The pay gap between the highest and lowest-paying states is $39,130. That spread sounds dramatic, but cost-of-living differences offset much of it. A pharmacists making $128,180 in Rhode Island may have more purchasing power than one making $167,310 in Alaska if rent and local prices differ enough.
By employment volume, the states with the most pharmacists jobs are California (34,030 workers), Texas (24,700 workers), Florida (21,540 workers). High employment numbers mean more job openings, more employer competition for talent, and usually more leverage when negotiating salary. States with fewer workers in the field may pay less but also have less competition for positions.
For the full state-by-state comparison with salary percentiles, cost-of-living adjustment, and rent affordability for pharmacistss, see the complete salary data page.
Salary negotiation
Retail pharmacy chains have set pay bands with limited individual negotiation. Where you can push: sign-on bonuses (common in hard-to-staff locations, $5,000-$20,000), shift preferences (avoiding overnight shifts has value), and guaranteed hours (some pharmacists are offered less than 40 hours/week as chains optimize labor costs).
Hospital and specialty pharmacists negotiate more on residency training premium, specialty certification pay bumps, and clinical ladder advancement (similar to nursing's clinical ladder programs). The strongest position: board certification + residency training + willingness to work at a facility that's been trying to fill a position for 6+ months.

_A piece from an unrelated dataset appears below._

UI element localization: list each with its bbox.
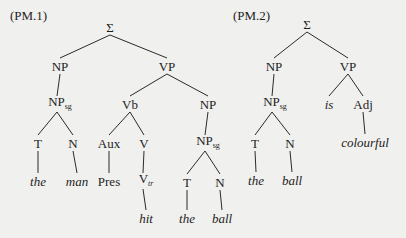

What the data doesn't tell you
Pharmacy is in a transitional period. The median salary ($136,030) still looks strong, but it hasn't grown meaningfully in a decade while PharmD tuition has doubled. The graduates who fare best financially are those who attend in-state public programs (minimizing debt), pursue residency for hospital/clinical positions (better working conditions), or target specialty areas where demand outstrips supply (oncology, transplant, critical care). The graduates who struggle are those who take $200K+ in private school debt for a retail chain position at $125K.
See the full salary picture
Percentile breakdown, cost of living, rent burden, and purchasing power for pharmacistss in every metro.
View Pharmacists salaries →Frequently asked questions
How much does a pharmacists make?▼
The median pharmacists salary in the United States is $140,910 per year ($68/hour). Entry-level positions start around $99,290, while experienced professionals earn up to $174,230.
What education do you need to become a pharmacist?▼
Most pharmacists positions require Doctoral or professional degree. Requirements vary by state and employer. Check with your state's licensing board for specific requirements.
What is the job outlook for pharmacists?▼
Employment of pharmacists is projected to grow -0.7% over the next decade, with approximately 210 annual openings. This is about average for all occupations.
What are the highest paying states for pharmacists?▼
The highest paying states for pharmacists are Alaska ($167,310), Oregon ($165,960), California ($164,610), Hawaii ($163,220), Washington ($160,610). Salaries vary significantly by location due to cost of living and local demand.